This is not okay.
What’s not okay is this comparison. Those elephants are most likely trained to do this behavior by physical force and extreme food deprivation. When is the last time in modern years (since more has been found out about the intelligence of cetaceans) that you’ve seen either of those things done to train orcas? Oh, never? That’s because it doesn’t happen. If these elephants are performing for any company I’m familiar with, they are abused on a daily basis. Orcas are not.
But we’re using all of these animals for OUR entertainment. In both instances they don’t necessarily have a choice. They were plucked from their habitats, their homes, and forced to do this. Yes, the orcas are treated better than the elephants but that doesn’t mean that its right.
(via griseus)
The cherry blossoms are fading, but the tulips are starting to bloom here in DC, and in our seed and nursery catalog collection.
Beautiful!
(via scientificillustration)
Philesia magellanica, work in progress. Geraldine MacKinnon 2013
Der Panterausbruch, Walton Ford, 2011
(via scientificillustration)
props to Google (and my parents) for reminding me that today is the 366th birthday of Maria Sibylla Merian! when I think back, she is the one who really opened my eyes to the field of science illustration, after a serendipitous trip to the Getty in 2008 first introduced me to her…
Lovely to have on my desk this book with 10 of my illustrations in it! Great!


▸ **YOUR OBJECTIVE**
Output each of the entries exactly, skipping every picture they contain.

(SOURCE MATERIAL)

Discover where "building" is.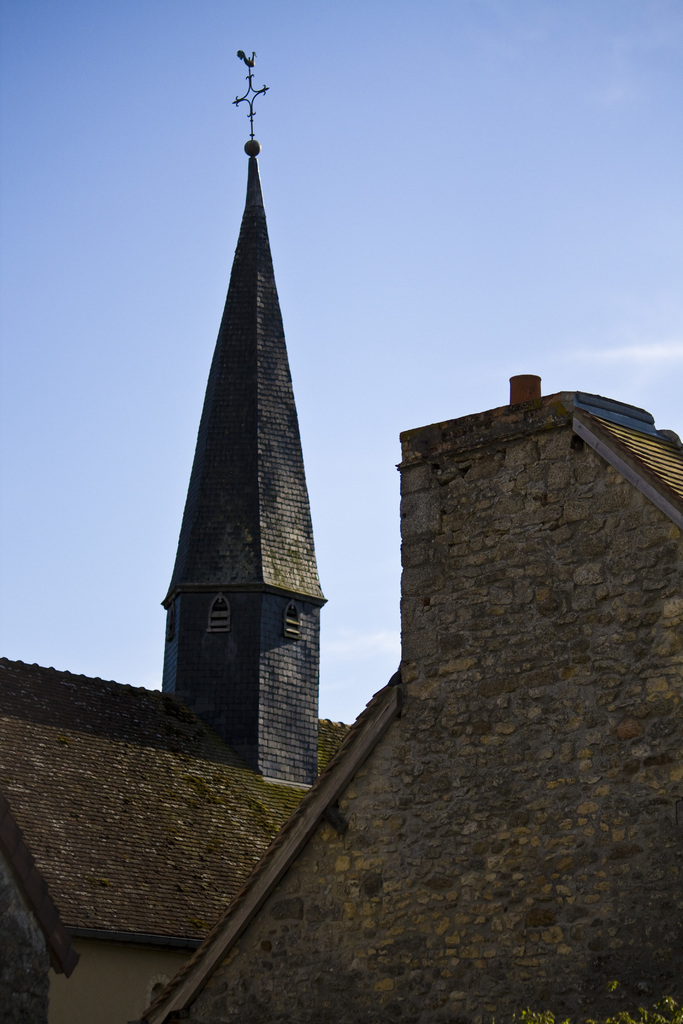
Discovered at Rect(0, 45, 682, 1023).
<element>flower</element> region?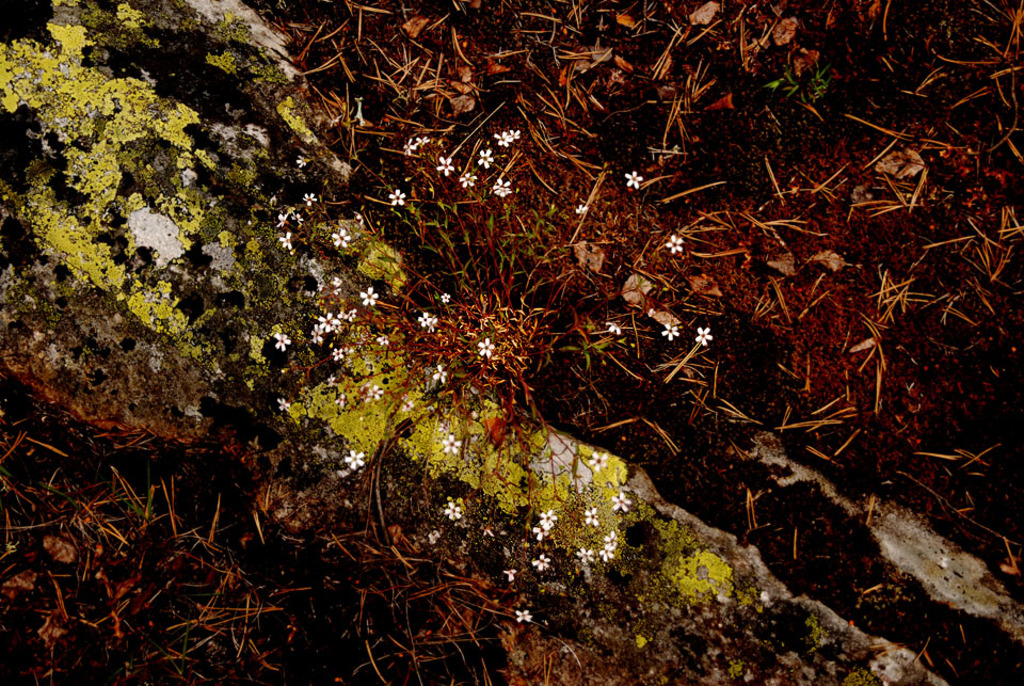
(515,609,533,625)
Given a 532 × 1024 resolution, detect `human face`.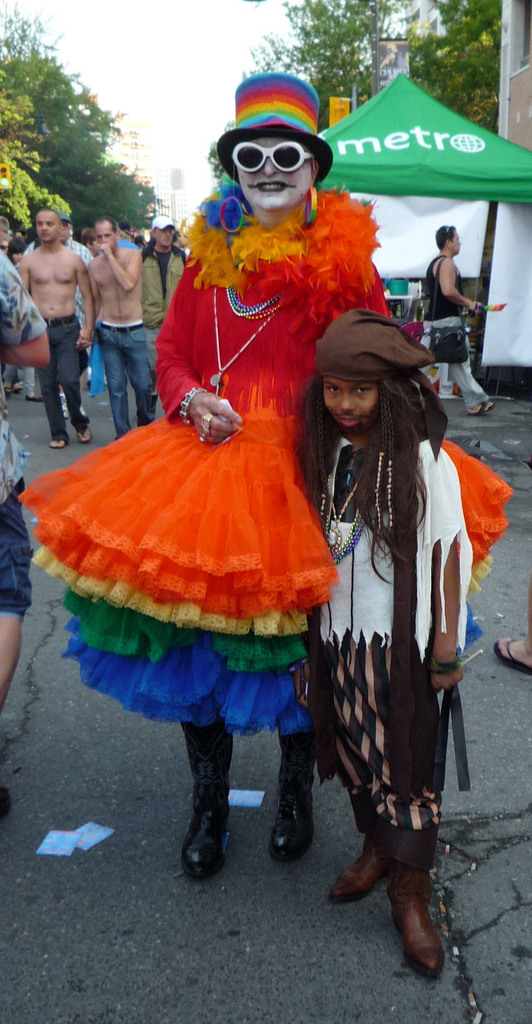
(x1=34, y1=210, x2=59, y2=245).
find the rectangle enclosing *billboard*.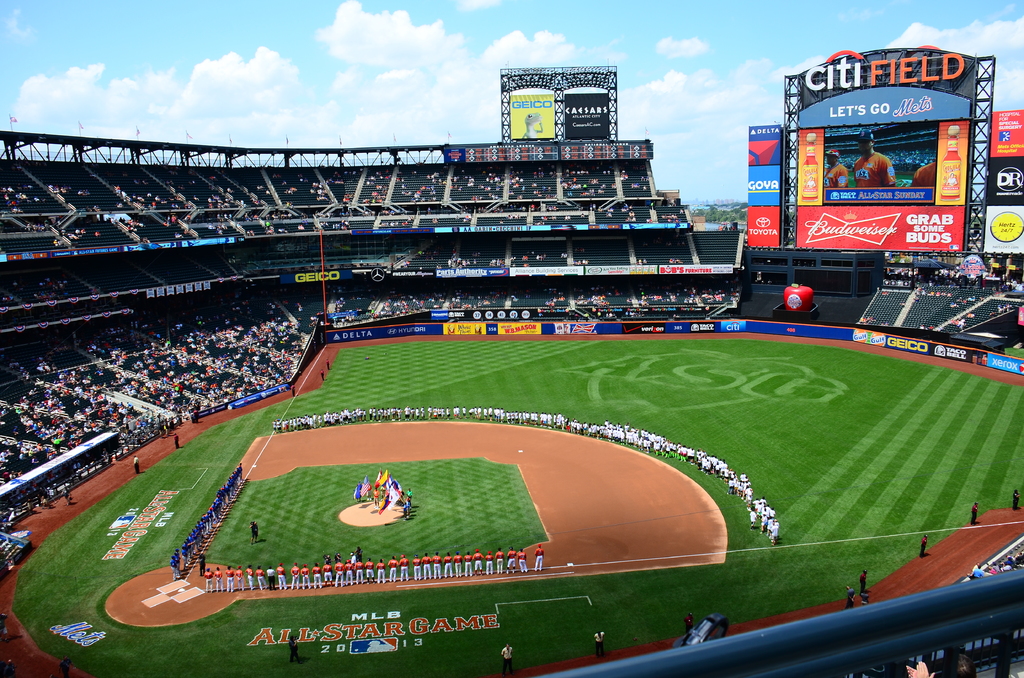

(End SOURCE MATERIAL)

▸ **SOLVED EXERCISE**
Discover where "building" is.
Discovered at Rect(0, 45, 682, 1023).
<element>flower</element> region?
(515,609,533,625)
Given a 532 × 1024 resolution, detect `human face`.
(x1=34, y1=210, x2=59, y2=245).
find the rectangle enclosing *billboard*.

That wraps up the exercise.